Thursday, May 22, 2014

Irony, Hypocrisy, and the Debate About Guns

A friend of mine coined a saying some years ago: it's a good thing irony is so damned funny, because there is so much of it.

This meme, and variations on it, has been making the internet rounds of late (and, possibly, for quite some time):


The sentiment behind this is quite reasonable, even insightful. For those who are wondering (since the meme doesn't say) Jeremiah 17:9 reads:
The heart is deceitful above all things, and desperately corrupt; who can understand it?
This is a point that many in the NRA and others supportive of gun rights have been making for years. The more popular phrasing is, "Guns don't kill people; people kill people", but I like this one better because it actually points to something of importance: what is in the hearts (and minds) of people leads to violence.

What makes this ironic (and hypocritical) is that many of those in the Tribe of Gun Rights who promulgate this notion have been active contributors to the poisoning of people's hearts with respect to violence. These are in many cases the very same folks (indeed, I found this meme on the very same FB feed) as those who glorify the use of retributive violence. I've written about this before (here and here, among others). Here is perhaps one of the more egregious examples, which you can find on Snopes (it's been circulated in a variety of forms for years):

A TRUE STORY FROM...

THE HOUSTON HERALD NEWSPAPER
IN HOUSTON, TEXAS
March 5th, 2009

Last Thursday night round midnight, a woman in Houston, Texas was arrested, jailed, and charged with manslaughter for shooting a man 6 timesin the back as he was running away with her purse.

The following Monday morning, the woman was called in front of the arraignment judge, sworn in, and asked to explain her actions.

The woman replied, "I was standing at the corner bus stop for about15 minutes, waiting for the bus to take me home after work. I am a waitress at a local cafe. I was there alone, so I had my right hand on my pistol, that was in my purse, that was hung over my left shoulder.

"All of a sudden I was being spun around hard to my left. As I caught my balance, I saw a man running away from me with my purse.

I looked down at my right hand and I saw that my fingers were wrapped tightly around my pistol. The next thing I remember is saying out loud, 'No way punk! Your not stealing my pay check and tips.' I raised my right hand, pointed my pistol at the man running away from me with my purse, and squeezed the trigger of my pistol six times!"

When asked by the arraignment judge, "Why did You shoot the man six times?" the woman replied under oath, "Because, when I pulled the trigger of my pistol the seventh time, it only went click."

The woman was acquitted of all charges. And she was back at work, at the cafe, the next day!

You cannot circulate stories like this one and then claim that the "real problem" is people's hearts (the story, by the way, is false). This story tells a simple fable: money (specifically, my money) is worth more than a human life (especially if that life belongs to a "punk", something less than human). Anybody who believes that has a very selective reading, at best, of the Bible. Cain killed Abel, by some interpretations, because Abel was wealthier and had been more successful than Cain.

If gun rights supporters want to live by the first meme (the real problem is human hearts), they should be doing something to heal those hearts - to appeal to the "better angels of our nature", to borrow Lincoln's phrase - rather than steeping themselves in the glory of violence. I know that expecting consistency, especially on the internet, is tilting at windmills. But folks within the gun rights community should at least try to rein in the more violence-accepting of their brethren, if they expect anybody else to take them seriously.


Problem: Search the data for the string "ffffff" and copy each line where it turns up.

Exercise data:
---

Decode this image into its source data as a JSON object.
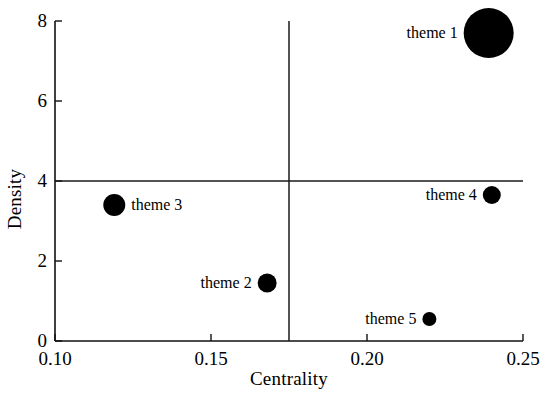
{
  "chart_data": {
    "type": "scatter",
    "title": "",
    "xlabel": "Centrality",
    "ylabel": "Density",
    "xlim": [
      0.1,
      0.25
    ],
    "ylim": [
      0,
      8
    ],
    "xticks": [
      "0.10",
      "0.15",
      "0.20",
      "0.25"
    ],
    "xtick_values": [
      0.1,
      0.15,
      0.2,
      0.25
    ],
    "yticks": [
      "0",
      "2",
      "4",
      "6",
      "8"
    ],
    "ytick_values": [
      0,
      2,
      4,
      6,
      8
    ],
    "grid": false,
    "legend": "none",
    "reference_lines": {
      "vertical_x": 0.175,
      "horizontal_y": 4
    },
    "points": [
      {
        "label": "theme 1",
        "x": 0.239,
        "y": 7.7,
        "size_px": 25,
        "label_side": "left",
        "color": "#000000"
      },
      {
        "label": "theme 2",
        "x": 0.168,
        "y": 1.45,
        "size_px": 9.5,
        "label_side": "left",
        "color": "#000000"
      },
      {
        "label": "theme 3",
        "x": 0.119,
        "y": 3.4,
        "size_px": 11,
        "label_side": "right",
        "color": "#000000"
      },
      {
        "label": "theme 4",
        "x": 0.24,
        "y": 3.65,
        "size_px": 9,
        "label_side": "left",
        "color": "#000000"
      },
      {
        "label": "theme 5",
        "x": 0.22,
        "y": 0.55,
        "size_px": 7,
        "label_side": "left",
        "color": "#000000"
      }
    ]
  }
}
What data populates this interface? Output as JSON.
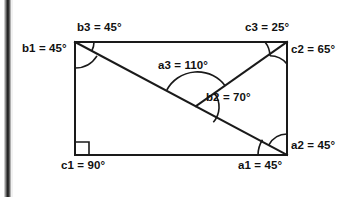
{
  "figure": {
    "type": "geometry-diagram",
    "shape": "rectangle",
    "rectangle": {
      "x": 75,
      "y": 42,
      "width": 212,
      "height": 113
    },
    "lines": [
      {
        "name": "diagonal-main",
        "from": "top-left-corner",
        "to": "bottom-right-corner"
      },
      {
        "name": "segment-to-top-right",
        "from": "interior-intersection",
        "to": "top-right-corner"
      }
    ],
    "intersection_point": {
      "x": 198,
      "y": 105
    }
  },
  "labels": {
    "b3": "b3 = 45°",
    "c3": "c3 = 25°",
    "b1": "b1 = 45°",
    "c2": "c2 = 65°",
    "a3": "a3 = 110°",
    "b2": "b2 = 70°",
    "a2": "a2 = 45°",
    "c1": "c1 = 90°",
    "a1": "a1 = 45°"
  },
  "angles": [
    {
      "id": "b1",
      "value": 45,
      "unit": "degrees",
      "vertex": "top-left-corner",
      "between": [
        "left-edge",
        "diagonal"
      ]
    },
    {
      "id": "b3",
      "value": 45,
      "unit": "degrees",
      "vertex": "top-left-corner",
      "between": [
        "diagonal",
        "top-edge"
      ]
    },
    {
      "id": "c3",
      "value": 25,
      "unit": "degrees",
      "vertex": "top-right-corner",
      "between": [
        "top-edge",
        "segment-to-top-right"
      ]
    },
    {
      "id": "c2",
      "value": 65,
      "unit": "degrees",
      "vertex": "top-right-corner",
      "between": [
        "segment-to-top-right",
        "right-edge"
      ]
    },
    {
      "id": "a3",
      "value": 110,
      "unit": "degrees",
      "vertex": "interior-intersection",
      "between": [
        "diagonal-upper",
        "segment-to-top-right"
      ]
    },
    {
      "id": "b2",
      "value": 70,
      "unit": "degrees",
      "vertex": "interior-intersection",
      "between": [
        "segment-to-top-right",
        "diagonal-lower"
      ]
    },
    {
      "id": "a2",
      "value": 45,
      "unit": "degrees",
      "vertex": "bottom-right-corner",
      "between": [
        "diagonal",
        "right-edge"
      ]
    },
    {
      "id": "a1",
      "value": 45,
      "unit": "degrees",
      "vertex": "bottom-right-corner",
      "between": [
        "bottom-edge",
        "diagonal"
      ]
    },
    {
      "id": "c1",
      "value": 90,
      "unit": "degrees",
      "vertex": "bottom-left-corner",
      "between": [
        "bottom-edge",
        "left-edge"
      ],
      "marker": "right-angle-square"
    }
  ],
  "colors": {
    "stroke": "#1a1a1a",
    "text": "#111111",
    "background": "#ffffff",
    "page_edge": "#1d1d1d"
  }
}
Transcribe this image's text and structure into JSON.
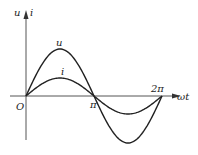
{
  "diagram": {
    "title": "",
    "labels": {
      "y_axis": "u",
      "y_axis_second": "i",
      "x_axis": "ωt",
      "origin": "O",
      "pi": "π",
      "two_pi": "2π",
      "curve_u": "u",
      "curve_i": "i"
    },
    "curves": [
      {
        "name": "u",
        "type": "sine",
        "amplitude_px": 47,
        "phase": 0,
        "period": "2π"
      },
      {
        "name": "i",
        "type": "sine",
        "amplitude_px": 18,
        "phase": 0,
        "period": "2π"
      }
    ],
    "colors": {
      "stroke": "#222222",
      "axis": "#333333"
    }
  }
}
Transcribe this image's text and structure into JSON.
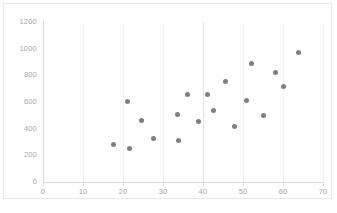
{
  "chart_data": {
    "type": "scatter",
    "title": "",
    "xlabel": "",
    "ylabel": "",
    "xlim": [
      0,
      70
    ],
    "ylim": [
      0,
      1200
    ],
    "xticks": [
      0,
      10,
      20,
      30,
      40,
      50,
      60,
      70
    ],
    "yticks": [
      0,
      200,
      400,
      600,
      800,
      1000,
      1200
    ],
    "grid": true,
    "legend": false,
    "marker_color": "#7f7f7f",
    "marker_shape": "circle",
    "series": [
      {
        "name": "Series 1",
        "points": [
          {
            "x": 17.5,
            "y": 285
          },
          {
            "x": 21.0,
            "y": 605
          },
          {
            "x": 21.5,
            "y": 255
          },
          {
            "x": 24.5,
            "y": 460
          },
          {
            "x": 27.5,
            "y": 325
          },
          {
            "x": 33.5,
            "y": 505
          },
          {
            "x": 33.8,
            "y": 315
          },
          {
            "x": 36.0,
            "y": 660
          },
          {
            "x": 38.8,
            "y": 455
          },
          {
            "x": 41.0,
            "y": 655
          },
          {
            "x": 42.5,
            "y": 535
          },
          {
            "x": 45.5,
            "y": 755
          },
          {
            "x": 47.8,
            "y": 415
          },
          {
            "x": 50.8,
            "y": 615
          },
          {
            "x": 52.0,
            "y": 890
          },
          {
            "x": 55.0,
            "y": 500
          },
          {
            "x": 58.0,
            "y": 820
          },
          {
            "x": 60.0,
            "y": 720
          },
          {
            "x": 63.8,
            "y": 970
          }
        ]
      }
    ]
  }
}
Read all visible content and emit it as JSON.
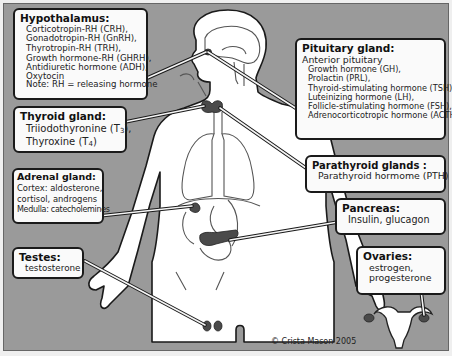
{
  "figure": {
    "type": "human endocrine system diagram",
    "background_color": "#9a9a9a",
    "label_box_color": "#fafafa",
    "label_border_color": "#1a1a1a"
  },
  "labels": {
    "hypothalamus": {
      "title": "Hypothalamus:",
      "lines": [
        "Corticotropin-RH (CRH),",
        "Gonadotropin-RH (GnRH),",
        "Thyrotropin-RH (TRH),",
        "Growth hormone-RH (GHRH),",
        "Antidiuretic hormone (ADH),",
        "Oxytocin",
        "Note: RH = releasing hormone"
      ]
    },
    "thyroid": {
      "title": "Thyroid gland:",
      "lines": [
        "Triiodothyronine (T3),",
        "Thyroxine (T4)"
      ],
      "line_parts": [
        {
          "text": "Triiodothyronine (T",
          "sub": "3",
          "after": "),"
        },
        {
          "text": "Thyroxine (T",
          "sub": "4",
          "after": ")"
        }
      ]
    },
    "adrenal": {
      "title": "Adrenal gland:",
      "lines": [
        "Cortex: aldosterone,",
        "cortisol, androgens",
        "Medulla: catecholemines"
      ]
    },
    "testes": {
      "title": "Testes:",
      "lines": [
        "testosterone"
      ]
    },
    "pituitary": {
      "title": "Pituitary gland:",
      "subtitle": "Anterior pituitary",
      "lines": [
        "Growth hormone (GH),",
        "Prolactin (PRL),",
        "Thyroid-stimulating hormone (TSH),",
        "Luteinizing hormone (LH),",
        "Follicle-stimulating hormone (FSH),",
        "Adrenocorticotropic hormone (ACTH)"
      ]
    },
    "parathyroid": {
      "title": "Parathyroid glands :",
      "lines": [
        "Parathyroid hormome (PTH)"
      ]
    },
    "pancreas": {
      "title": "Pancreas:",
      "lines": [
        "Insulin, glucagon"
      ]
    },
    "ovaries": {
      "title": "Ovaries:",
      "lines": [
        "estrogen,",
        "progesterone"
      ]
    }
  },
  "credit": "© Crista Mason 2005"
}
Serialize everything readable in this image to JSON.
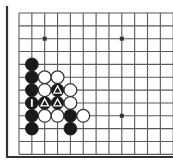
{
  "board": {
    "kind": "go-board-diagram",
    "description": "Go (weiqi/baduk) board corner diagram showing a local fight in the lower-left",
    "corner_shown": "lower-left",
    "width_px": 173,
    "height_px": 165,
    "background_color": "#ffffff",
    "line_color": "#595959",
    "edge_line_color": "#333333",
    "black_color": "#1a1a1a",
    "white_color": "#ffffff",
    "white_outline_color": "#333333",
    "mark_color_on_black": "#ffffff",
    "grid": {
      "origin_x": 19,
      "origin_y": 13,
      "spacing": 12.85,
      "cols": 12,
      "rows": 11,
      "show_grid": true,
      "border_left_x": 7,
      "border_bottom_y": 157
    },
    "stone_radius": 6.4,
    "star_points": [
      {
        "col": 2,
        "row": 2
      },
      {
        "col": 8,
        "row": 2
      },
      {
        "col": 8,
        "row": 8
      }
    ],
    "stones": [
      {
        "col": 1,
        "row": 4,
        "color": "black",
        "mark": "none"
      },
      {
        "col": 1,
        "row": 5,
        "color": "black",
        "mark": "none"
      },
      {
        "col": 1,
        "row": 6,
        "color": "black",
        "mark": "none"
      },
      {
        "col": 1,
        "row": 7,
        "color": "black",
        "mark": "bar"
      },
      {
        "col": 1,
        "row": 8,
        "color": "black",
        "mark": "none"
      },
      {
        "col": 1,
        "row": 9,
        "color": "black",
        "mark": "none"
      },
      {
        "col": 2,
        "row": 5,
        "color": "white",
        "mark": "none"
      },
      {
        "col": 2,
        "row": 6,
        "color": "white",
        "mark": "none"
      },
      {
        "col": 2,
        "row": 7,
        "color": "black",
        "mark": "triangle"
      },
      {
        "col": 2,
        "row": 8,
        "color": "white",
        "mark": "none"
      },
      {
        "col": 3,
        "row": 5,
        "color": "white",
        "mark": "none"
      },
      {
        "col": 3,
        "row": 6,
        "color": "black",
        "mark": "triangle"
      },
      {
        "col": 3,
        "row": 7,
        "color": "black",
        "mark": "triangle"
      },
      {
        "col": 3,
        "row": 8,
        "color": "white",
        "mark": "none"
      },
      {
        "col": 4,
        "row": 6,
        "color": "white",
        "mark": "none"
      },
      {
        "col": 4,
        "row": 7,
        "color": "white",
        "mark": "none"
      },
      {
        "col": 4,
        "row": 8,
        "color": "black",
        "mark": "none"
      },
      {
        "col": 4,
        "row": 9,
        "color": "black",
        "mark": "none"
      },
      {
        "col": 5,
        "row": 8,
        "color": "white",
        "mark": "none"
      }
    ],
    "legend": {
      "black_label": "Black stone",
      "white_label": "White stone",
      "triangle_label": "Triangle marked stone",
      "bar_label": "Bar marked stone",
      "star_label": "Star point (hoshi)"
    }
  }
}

---

Finished task:
    "background": "#ffffff",
    "background_color": "#ffffff",
    "white_color": "#ffffff",
    "mark_color_on_black": "#ffffff",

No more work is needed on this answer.